Thursday, January 17, 2008

The seeds are on the inside


The MacBook Air was a decent announcement for the keynote, but I don't think it was the most important item that day. I think what Apple is doing with iTunes in terms of rentals was huge. Nobody else seems to be making it in that arena, and Apple has a strong marketshare of audience and the capability to execute better than anyone else here.

Remember, the iPod wasn't the first or the most feature rich MP3 player when it was announced, but now, its da bomb. Online movie rentals aren't new either, but the change to AppleTV signifies that Apple understands our digital lifestyle needs and they're in the thick of it with the change to AppleTV, TimeCapsule, and iTunes. The only thing glaringly missing from AppleTV is a DVR capability, but this conflicts with Apple's desire to SELL you TV shows, not record them. So don't expect this anytime soon as a feature. (this is good news to Elgato and company with their eyeTV products)

The other key hardware announcement was Apple's 100% commitment to the embedded OSX platform. Of course this was hiding in plain sight in the MacBook Air release. Huh? Follow me here...

1. The Air (MacBook Air) motherboard. Super duper small. Small energy requirements. Small thermal footprint. Look at it. Take away the keyboard, make the screen smaller, add a touch screen overlay - you can have one hell of a small handheld unit just based on existing parts. And we're not talking a lame iPhone CPU here, we're talking a real Core2 Duo machine. The reason the Air doesn't have all the ports we have on the MacBook/Pro? Because the other machine that shares its motherboard doesn't need them either. ;-)

2. Intel's working with Apple to shrink the chip's physical footprint on the motherboard to enable them to build the Air. This is significant since actual sales of the Air will NOT justify Intel doing this. The Air has a small market, a high price point and won't even come close to the sales volumes of the MacBook and MacBook Pro. Intel did this for Apple for the forthcoming handheld that will fly off the shelves and have actual sales volume.

3. New multi-touch gestures being integrated into OSX. They're kinda clunky on a laptop, but work great on an iPhone. Multi-touch isn't a big deal for the Air, but its a road sign that we're going to be seeing machines that will NEED multi-touch like the iPhone does because there's no integrated keyboard.

4. Non user-replaceable battery. Get used to it.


- **WORK TO BE COMPLETED**
Report each line of the entries below that includes "span".

- **SOURCE DATA**
+++

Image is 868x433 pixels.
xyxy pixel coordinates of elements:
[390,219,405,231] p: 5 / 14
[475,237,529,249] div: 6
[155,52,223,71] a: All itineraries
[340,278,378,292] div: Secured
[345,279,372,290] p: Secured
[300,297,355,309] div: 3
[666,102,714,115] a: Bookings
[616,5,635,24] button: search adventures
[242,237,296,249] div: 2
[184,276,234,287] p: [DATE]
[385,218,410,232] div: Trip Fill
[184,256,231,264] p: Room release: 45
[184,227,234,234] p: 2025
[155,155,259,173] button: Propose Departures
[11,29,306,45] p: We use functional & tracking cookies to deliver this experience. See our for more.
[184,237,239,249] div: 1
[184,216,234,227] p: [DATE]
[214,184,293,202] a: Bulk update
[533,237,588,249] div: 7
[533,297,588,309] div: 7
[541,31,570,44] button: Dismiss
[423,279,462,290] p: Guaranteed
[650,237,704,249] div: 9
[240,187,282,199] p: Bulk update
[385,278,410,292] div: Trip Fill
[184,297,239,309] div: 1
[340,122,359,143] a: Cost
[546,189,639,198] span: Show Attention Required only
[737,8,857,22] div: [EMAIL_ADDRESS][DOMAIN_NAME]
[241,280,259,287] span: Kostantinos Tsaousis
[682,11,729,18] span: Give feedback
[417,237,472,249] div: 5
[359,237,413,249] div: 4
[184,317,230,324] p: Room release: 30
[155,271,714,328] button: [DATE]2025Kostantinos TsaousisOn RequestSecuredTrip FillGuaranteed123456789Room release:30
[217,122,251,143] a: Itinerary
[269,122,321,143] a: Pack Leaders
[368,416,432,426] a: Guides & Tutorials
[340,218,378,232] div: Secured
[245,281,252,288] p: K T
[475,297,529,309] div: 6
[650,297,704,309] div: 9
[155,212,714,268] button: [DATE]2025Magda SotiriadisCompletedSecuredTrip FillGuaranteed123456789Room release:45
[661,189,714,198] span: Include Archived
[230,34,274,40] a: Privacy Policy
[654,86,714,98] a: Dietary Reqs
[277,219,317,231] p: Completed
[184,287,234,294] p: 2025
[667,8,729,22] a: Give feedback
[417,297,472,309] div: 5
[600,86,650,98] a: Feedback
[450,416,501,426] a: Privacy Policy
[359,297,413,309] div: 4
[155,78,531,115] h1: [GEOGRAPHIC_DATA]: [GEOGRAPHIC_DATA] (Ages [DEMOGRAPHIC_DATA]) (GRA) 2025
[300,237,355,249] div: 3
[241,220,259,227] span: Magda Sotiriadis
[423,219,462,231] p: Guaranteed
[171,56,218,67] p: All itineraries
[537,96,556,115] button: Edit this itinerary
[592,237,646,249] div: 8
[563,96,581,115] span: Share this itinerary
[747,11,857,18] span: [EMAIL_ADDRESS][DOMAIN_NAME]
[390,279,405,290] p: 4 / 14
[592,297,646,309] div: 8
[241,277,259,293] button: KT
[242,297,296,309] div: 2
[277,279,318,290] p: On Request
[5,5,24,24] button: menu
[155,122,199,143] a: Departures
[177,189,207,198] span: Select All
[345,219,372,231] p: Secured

+++

- **REPLY TO THE EXERCISE**
[546,189,639,198] span: Show Attention Required only
[241,280,259,287] span: Kostantinos Tsaousis
[682,11,729,18] span: Give feedback
[661,189,714,198] span: Include Archived
[241,220,259,227] span: Magda Sotiriadis
[563,96,581,115] span: Share this itinerary
[747,11,857,18] span: [EMAIL_ADDRESS][DOMAIN_NAME]
[177,189,207,198] span: Select All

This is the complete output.